If you make lying a practice, if if it is natural for you to lie, you are placing yourself in a very dangerous position. You’ll do anything. Because you don’t fear getting caught. If you get caught you will just tell a lie, and that right there, removes a great barrier to temptation.
Listen to how John MacArthur puts it, “If you’re devoted to the truth, if you’re committed to truth and speaking truthfully and being honest, you are restrained in temptations because you’re afraid that somebody might ask you about your life—somebody might ask you about your behavior and you really don’t want to lie. So, that disdain for lying, that reluctance to be put in a position to have to lie becomes a restraint in the time of temptation. You see, for a person whose heart has been cultivated to being truthful, the thought of lying produces fear, guilt, shame, apprehension,…anxiety.” So a commitment to consistently speaking the truth, that’s a means of protection for him. That’s why and this is just a footnote, as parents you want to severely punish lying. You’ve got to build in your children a love for truth and a real fear of lying. Because if they don’t fear lying, than any sin is an option. They’ll just cover over their tracks. But if they are committed to the truth, that’s going to be a restraint when they face temptation because they know they are going to be found out sometime soon.
But perhaps nothing highlights the importance of truth to God than the fact that Scripture consistently portrays truth as one of His essential qualities.
In Psalm 31:5 He’s called the God of truth; in Psalm 86:15 we see that He is abundant in truth; in Psalm 108:4 that His truth reaches to the skies; and in Psalm 111:7 that truth is the work of His hands. John says that Jesus came to earth full of grace and truth; and Jesus Himself says in John 14:6, “I am the way, the truth and the life.” Jesus is the truth. Paul explains in Ephesians 4:21 that the truth is in Jesus. In John 14:17, 15:26 and 16:13 the Holy Spirit is called the Spirit of truth. God’s Word is called the word of truth, the gospel is called the message of truth, and Christianity in 2 Peter 2:2 is actually called the way of truth.

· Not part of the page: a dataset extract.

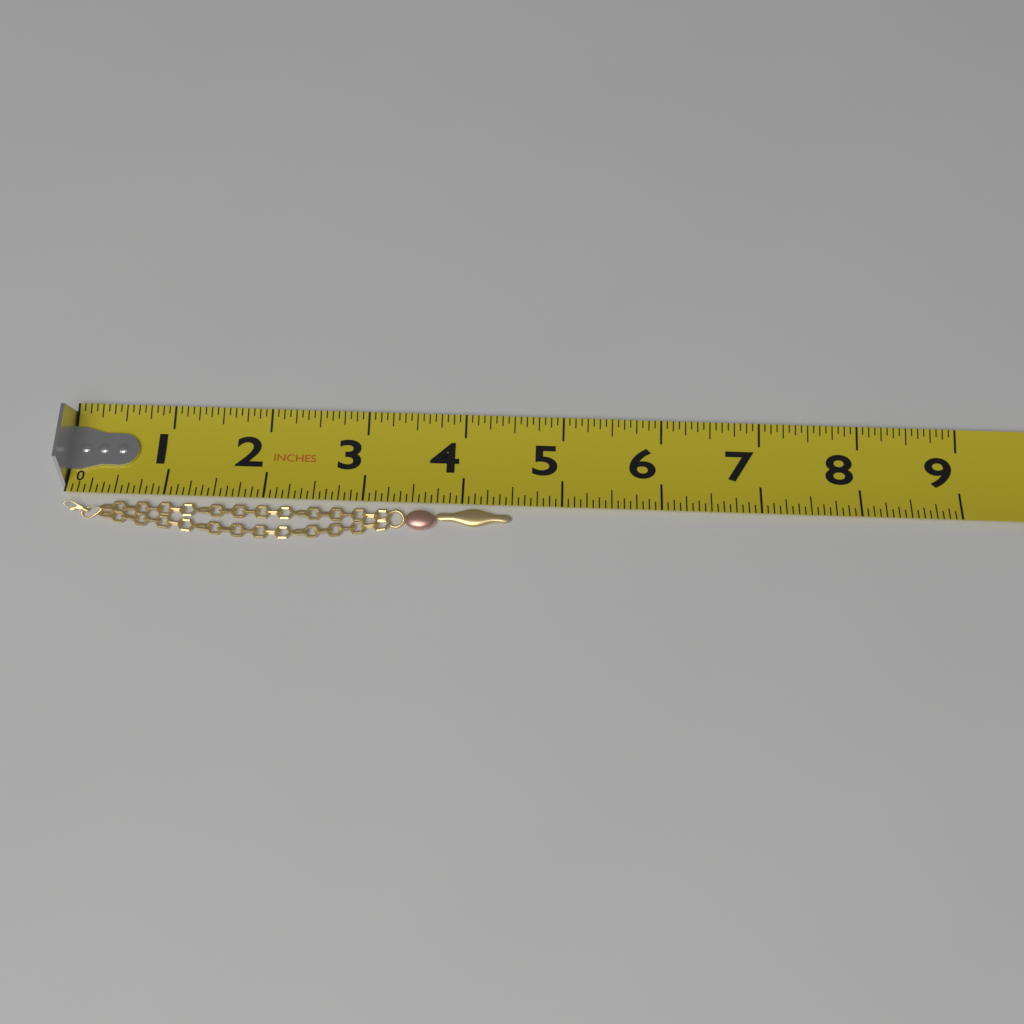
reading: 4.5000 in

“Lying is contrary to everything that represents God.” And that’s why, while our world may minimize the importance of truth, and, our world may tell you it doesn’t matter, you don’t have to keep your word, as Christians we know that God does not minimize the importance of truth, and we understand why James says here above all you must speak the truth.
Why, above all, speak the truth?
One.
Because of the high priority God places on it.